How is stack smashing detected?
Usually, the compiler generates the stack smashing detected error in response to its defense mechanism against buffer overflows. A buffer overflow occurs when the user input exceeds the buffer capacity. The following C code can cause the buffer to overflow if the user enters more than ten characters.
How do stack overflow attacks exploit stack smashing?
A stack buffer overflow can be caused deliberately as part of an attack known as stack smashing. If the stack buffer is filled with data supplied from an untrusted user then that user can corrupt the stack in such a way as to inject executable code into the running program and take control of the process.
When does the stack grow upward or downward?
At the end of the function, you can see the stack pointer being restored. Stack does grow down. So f (g (h ())), the stack allocated for h will start at lower address then g and g’s will be lower then f’s. But variables within the stack have to follow the C specification,
Can a stack grow up or down in memory?
It doesn’t matter at all (in terms of the standard) but, since you asked, it can grow up or down in memory, depending on the implementation. What happen between a [2] and q memory addresses? Why there are a big memory difference there? (20 bytes)? It doesn’t matter at all (in terms of the standard). See above for possible reasons.
Are there any hardware stacks that grow up?
The direction is which stacks grow is architecture specific. That said, my understanding is that only a very few hardware architectures have stacks that grow up. The direction that a stack grows is independent of the the layout of an individual object.
Why does the stack of an array grow?
The a array seems to “grow” because that memory should be allocated contiguously. However, since q and s are not related to one another at all, the compiler just sticks each of them in an arbitrary free memory location within the stack, probably the ones that fit an integer size the best.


▸ Work required
Please copy every line of the records below that holds the word "FROM".

▸ Figure dataset records
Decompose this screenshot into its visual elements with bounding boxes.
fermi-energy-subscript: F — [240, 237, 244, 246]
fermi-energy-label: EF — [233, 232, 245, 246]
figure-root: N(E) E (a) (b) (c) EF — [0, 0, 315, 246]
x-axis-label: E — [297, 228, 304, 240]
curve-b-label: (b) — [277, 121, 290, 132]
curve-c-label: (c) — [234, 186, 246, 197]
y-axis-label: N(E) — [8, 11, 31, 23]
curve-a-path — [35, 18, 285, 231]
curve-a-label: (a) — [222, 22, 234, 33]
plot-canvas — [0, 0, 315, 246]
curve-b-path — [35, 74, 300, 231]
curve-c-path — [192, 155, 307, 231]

==

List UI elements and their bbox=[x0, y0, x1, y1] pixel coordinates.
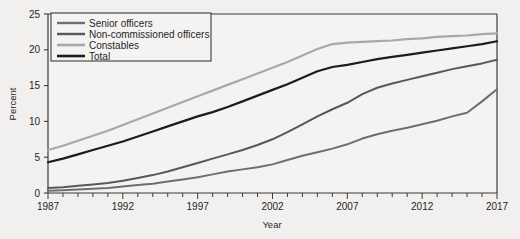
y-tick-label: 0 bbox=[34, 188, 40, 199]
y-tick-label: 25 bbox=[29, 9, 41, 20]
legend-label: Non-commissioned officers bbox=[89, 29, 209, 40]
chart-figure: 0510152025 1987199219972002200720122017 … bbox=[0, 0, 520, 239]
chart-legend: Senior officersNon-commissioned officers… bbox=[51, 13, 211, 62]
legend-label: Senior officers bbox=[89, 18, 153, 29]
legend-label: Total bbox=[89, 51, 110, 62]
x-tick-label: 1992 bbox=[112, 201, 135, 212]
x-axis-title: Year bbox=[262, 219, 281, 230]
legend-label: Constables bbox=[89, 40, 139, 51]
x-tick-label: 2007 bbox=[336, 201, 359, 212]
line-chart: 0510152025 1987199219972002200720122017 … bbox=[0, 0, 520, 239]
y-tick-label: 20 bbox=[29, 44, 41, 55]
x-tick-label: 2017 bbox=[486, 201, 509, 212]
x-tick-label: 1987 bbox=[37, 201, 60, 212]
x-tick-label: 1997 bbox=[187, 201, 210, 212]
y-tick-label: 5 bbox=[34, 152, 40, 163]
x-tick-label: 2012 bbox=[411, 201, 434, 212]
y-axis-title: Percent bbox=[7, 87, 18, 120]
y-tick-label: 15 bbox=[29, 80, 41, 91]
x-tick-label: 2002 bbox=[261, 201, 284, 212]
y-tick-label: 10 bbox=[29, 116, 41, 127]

* * *

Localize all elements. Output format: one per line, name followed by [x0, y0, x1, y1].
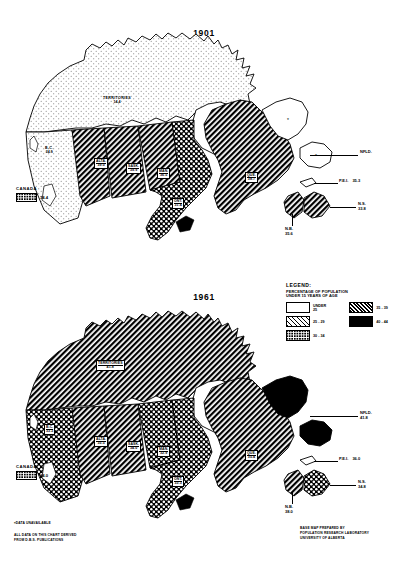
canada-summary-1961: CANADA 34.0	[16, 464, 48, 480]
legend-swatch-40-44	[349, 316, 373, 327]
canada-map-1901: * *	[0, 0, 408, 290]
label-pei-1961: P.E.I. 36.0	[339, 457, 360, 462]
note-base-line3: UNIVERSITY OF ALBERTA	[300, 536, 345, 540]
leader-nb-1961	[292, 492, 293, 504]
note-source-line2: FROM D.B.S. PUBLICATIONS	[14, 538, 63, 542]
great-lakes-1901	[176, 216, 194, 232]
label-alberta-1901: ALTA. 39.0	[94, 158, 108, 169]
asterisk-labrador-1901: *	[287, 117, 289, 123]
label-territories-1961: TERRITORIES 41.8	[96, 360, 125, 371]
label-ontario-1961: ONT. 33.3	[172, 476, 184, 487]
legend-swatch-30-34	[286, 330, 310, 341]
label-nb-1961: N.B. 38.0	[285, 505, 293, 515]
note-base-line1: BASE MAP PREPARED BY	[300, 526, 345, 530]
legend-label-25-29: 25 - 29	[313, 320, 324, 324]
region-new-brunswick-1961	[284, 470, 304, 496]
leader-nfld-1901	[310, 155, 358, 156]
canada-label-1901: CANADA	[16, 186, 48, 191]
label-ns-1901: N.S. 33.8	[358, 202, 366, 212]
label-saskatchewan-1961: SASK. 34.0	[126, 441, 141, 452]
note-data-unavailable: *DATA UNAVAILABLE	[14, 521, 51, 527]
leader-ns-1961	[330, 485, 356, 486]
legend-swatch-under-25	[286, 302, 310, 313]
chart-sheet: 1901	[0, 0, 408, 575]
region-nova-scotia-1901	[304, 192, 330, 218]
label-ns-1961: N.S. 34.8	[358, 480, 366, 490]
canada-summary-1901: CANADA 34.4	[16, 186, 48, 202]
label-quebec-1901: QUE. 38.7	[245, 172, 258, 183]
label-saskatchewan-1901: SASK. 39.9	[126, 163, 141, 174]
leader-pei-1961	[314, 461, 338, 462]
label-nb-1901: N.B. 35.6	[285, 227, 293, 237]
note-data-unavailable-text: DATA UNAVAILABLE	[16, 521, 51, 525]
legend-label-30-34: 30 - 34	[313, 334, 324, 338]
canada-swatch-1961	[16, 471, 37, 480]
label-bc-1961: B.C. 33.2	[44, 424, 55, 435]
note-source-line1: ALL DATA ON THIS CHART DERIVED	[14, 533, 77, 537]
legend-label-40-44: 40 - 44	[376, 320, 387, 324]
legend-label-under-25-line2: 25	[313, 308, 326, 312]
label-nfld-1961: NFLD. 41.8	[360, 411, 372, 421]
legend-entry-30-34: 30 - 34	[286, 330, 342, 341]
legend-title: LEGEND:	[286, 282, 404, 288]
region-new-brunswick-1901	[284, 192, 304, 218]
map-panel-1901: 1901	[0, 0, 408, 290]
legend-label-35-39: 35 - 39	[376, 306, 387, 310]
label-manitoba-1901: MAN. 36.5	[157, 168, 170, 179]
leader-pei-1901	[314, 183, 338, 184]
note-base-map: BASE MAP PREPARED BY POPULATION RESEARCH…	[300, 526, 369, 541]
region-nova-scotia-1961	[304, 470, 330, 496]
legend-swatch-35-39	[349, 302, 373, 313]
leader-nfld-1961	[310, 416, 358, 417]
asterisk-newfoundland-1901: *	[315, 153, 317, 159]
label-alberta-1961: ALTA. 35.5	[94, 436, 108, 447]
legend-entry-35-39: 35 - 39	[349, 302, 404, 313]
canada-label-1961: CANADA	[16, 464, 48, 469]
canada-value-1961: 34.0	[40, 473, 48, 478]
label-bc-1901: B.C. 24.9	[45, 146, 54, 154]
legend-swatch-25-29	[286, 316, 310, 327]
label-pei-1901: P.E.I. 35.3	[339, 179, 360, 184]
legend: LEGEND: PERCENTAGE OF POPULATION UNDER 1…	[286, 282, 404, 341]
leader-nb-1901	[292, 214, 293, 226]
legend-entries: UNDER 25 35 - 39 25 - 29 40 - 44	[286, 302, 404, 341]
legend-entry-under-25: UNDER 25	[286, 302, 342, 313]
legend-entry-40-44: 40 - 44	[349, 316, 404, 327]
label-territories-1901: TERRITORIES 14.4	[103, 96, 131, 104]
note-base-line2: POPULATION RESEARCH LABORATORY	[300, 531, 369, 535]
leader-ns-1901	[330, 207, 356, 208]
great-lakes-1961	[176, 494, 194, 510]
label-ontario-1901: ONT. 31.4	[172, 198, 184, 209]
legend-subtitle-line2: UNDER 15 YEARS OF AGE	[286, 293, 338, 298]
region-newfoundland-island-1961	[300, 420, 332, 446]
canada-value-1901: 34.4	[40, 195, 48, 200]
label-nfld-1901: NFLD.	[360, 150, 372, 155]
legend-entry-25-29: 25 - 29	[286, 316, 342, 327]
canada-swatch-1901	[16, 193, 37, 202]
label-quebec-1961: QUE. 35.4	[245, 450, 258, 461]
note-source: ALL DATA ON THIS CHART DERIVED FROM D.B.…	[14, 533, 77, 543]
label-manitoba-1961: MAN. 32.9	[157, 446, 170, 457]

▸ Answer to this task
note-source-line2: FROM D.B.S. PUBLICATIONS	[14, 538, 63, 542]
note-source: ALL DATA ON THIS CHART DERIVED FROM D.B.…	[14, 533, 77, 543]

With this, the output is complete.